Chairman Wheeler’s Inaugural Day resignation will likely leave the FCC with a 2-1 Republican majority and an interim chair appointed by the new President once in office. Commissioner Rosenworcel’s term is up. Commissioner Clyburn will be the lone Democrat unless she resigns (she has denied an intention to do so), which would leave the FCC without a quorum.

Although certainly coincidental, it is fitting that the same day Chairman Wheeler announced his resignation, the FCC took the first step to change one of its most archaic broadcast station rules. The earth has shifted in how job seekers and employers seek out employees. The FCC’s EEO requirements, however, continued to insist that a broadcast station’s wide outreach could not rely upon two of the most effective ways today of attracting new employees – internet website job postings, and over-the-air announcements. That is so 20th century in our era of smartphones and public internet terminals in every library!

So, with a first hint of modernizing EEO outreach regulations under a new administration, maybe now is the time for radio broadcasters to draw up a wish list of FCC rules that have outlived their usefulness?

Examples might include the main studio rule when no one in our mobile phone/twitter/Facebook/email age visits a radio station studio to contact radio station management.

Another example might be the public file rule requiring quarterly issues/programs lists. These lists, at best, have questionable utility in assessing whether a broadcast station has served the public interest.

The FM translator interference rule was adopted decades ago for distant translators prior to FM translators bringing reliable AM service and diverse HD sub-channel programming to in-contour audiences. The FM translator interference rule arguably contravenes the Communications Act by perverting the “fair, efficient, and equitable distribution” provisions of Section 307(b) in unfairly, inefficiently and inequitably favoring the extension of a distant station’s weak FM signal past its protected contour to vast areas, to the disfavor of tens of thousands of in-contour FM translator listeners.

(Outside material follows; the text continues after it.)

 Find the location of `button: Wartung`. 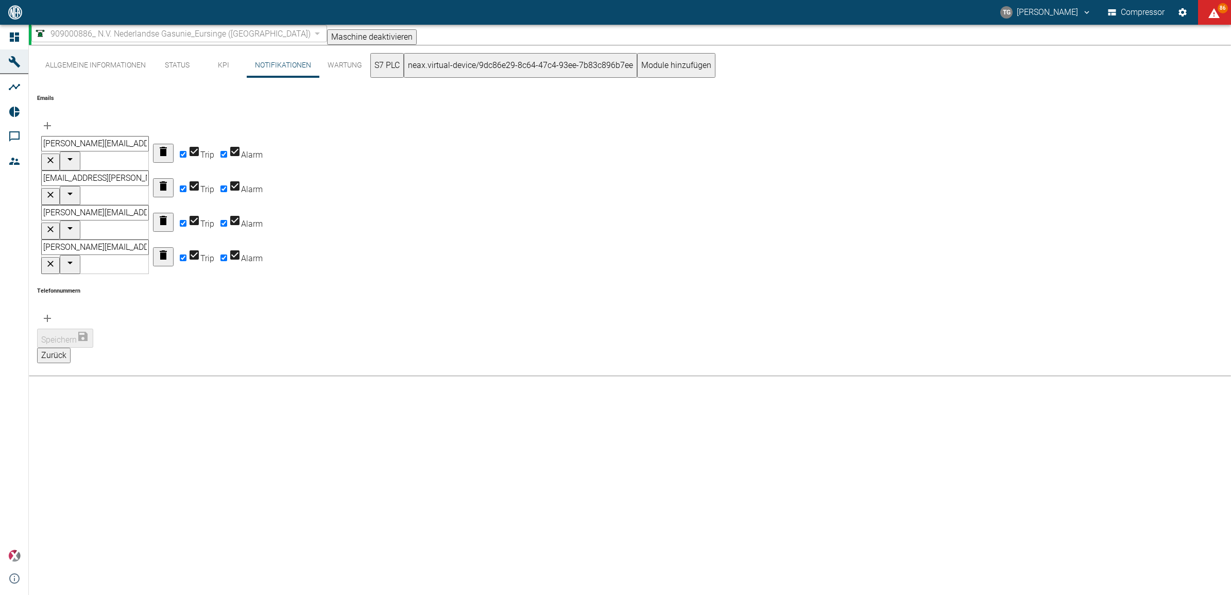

If playing a game over the holidays of “which FCC rule would I eliminate” sounds like a productive use of time, anyone can file a petition for rulemaking with the FCC. Indeed, FCC petitions for rule making, or petitions advocating the elimination of rules, can be filed online. Once the FCC has a 2-1 GOP majority after Inauguration Day, we may find an eager propensity to eliminate outdated and outmoded broadcast station rules. It is not too early to now propose which FCC rules merit demolition.

John F. Garziglia is a Communications Law Attorney with Womble Carlyle Sandridge & Rice in Washington, DC and can be reached at (202) 857-4455. or [email protected]

1 COMMENT

  1. I see all sorts of changes coming under the new administration, and in the long run, I see them further decimating the industry. Fewer owners, bigger debts, fewer employees, less originality, less creativity, less innovation, many fewer listeners, but higher incomes for top management. Before the last round of ownership deregulation, it was widely said that owning a radio station was like having a license to print money. Since then, things have changed; just two radio owners have debts totaling more than $25 billion. Why? Because consolidation is GOOD for radio, so, let’s do it again, and throw newspapers in to the mix, now, too!